Approximately 150 people gathered at the John D. O’Bryant African-American Institute at Northeastern University on Tuesday evening for the unveiling of the Lower Roxbury Black History Project, an initiative headed by the Northeastern Archives and Special Collections Department.
Margaret Burnham, a professor in the Northeastern School of Law, opened the meeting by saying that the project had been a long time in the making between the community and university.
“We have to acknowledge the voices that are presented, and realize that this is a place in the city of Boston,” Burnham said. “People can benefit from these archives that we’ve put together.”
In 2006, Northeastern President Joseph Aoun met with several members of the Black Ministerial Alliance of Greater Boston to discuss collaborating on a project representing the history of the African American community in Lower Roxbury, according a pamphlet distributed at the meeting.
The project is composed of over 30 audio and video interviews collected by Lolita Parker Jr., a photographer and documentary film researcher, according to the pamphlet. Interviews were collected from 2007 to 2009, including personal artifacts from Roxbury residents.
Massachusetts State Rep. Chynah Tyler spoke at the meeting, attesting to the historical significance of Lower Roxbury and reflecting on her childhood.
“My mother attended college and worked full-time, and relied heavily on the community to provide a helping hand when she couldn’t do it,” Tyler said. “Growing up in Roxbury was truly instrumental in creating a solid foundation for my success.”
Several speakers mentioned positive aspects of the Roxbury community but Massachusetts State Rep. Byron Rushing also recalled the more difficult periods of history that the community has endured in the past.
“We are commemorating and celebrating and for many of us seeing some of the most historic work that anyone can engage in,” Rushing said. “We are talking about a community that was the center for incredible amounts of creativity and that was destroyed.”
Rushing retold the history of how many people living in the West End were forced out by the upper class.
“There is absolutely no excuse for tearing down and displacing, and giving no opportunity for anybody to return to the West End,” Rushing said, earning strong applause from the audience members.
Rushing further elaborated upon the gentrification of the community by giving the example of how certain streets in the South End were destroyed for the Boston Herald to have a new office space.
Rushing said the geography of Lower Roxbury is still present, but the history itself has been destroyed. He also emphasized the importance of the project in preserving this history.
“The people are not wiped out, and we can still tell the whole story,” said Rushing. “It exists in the memories of all of us.”
Reverend Michael Haynes, a Roxbury native, spoke alongside Aoun at the closing speech and said he is thrilled the project will acknowledge the Roxbury community as a whole.
“I was born in Lower Roxbury and raised in this neighborhood, and watching the changes to the neighborhood, and seeing the losses has been hurting me for a long time,” Rushing said. “The things that happened in this turf of Lower Roxbury could fill books and change lives.”
After the speeches, residents gathered together and spoke about the event at a reception. Several, such as Del Brook Binns, 89, of Roxbury, and Richard Brown, 91, of Roxbury, said they attended because they were interviewed as part of the project.
Brown said he and Binns grew up together in the town, attended the same school, and are old friends.
“Back in the old days everything was much simpler,” Brown said. “My father owned a grocery store on the corner and did very well. Everything is different now.”
Elynor Walcott, 70, of the South End, said she came to the meeting because her father was one of the first people interviewed for the project.
“I think it was a wonderful idea, and it touched on an important issue in the city of Boston,” Walcott said. “My father was living in the West End when he was forced to be moved out.”
Napoleon Jones-Henderson, 73, of Roxbury, said Roxbury has a history of having significant figures come out of the neighborhood, but that the community is never acknowledged as the place of origin.
“Roxbury has had dignitaries, historians like Haynes to people like Frederick Douglass and Malcolm X,” Jones-Henderson said. “These people have all lived and been in and out of Roxbury … Important individuals of American history lived in Roxbury, but they’re just seen as being from Boston.”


• _TO DO_
Report how many lines in the data include the string "Pickup", and add nothing else.

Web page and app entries
.....

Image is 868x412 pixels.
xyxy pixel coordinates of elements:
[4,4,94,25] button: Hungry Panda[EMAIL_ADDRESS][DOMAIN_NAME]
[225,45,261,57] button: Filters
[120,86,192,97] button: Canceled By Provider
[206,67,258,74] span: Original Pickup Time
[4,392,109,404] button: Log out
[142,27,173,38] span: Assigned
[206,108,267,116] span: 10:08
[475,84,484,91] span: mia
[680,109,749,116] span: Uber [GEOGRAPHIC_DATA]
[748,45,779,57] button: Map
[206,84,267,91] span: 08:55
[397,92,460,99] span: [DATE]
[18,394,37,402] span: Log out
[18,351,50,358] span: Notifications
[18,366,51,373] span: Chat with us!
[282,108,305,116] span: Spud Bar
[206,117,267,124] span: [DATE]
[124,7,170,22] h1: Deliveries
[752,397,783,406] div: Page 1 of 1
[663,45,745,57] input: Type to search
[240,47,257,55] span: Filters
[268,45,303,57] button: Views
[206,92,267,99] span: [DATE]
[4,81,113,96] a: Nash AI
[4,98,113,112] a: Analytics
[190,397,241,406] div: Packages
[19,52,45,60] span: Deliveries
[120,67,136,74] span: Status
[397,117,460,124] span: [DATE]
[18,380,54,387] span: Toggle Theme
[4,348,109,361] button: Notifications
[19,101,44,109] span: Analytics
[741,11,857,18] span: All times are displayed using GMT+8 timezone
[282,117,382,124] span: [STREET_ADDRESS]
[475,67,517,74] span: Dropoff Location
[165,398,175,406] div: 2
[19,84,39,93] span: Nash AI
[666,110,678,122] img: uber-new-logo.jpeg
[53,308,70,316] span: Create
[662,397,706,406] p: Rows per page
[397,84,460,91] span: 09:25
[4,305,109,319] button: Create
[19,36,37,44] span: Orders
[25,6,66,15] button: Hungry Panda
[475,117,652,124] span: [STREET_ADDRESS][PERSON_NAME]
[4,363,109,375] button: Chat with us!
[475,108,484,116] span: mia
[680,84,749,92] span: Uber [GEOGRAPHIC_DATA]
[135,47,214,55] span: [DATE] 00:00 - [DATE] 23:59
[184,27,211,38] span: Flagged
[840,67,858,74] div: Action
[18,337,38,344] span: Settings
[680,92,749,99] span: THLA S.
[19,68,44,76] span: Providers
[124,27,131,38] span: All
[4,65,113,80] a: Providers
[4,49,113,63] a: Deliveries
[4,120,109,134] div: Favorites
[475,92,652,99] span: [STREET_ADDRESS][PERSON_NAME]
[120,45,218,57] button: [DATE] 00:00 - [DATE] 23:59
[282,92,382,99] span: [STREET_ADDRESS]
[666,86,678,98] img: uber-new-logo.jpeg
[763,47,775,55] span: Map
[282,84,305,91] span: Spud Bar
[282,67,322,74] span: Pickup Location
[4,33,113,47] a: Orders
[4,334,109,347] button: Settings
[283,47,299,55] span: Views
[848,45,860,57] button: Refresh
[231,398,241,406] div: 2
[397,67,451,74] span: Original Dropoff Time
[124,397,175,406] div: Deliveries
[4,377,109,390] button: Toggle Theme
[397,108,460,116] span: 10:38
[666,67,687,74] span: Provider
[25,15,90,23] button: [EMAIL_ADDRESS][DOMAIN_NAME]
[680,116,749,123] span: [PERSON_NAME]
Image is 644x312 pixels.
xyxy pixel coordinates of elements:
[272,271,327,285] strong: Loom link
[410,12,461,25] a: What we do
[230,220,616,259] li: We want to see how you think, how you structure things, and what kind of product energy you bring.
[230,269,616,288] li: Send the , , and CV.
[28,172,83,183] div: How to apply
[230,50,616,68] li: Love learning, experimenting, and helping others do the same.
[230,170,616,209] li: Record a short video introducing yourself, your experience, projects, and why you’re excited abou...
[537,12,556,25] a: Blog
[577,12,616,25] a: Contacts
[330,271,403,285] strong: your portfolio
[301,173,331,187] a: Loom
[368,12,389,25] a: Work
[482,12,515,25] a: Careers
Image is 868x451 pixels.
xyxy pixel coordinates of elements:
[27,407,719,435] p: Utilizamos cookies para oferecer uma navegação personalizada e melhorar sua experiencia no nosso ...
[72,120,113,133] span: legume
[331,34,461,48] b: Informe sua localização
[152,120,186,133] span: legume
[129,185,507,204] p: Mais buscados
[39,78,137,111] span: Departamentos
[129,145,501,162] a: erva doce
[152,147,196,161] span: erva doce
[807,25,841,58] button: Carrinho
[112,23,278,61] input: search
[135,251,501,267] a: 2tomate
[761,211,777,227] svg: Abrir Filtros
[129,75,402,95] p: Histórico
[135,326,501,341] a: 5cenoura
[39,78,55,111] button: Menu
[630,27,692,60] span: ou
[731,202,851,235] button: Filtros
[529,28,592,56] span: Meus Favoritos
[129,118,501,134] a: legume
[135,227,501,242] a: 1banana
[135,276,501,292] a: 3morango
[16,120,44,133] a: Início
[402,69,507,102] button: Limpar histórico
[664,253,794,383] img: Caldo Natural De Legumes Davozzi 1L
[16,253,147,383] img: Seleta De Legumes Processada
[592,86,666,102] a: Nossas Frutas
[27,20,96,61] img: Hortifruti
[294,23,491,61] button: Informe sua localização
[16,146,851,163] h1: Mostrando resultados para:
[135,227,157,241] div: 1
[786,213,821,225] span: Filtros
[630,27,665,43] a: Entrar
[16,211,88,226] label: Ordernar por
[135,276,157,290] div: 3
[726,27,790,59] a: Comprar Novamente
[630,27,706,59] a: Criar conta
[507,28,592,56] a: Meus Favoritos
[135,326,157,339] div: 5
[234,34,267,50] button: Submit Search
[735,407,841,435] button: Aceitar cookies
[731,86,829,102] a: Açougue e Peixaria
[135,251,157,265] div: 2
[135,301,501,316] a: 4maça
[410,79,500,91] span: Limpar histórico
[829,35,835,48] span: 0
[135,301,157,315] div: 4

.....

• _RESPONSE AREA_
2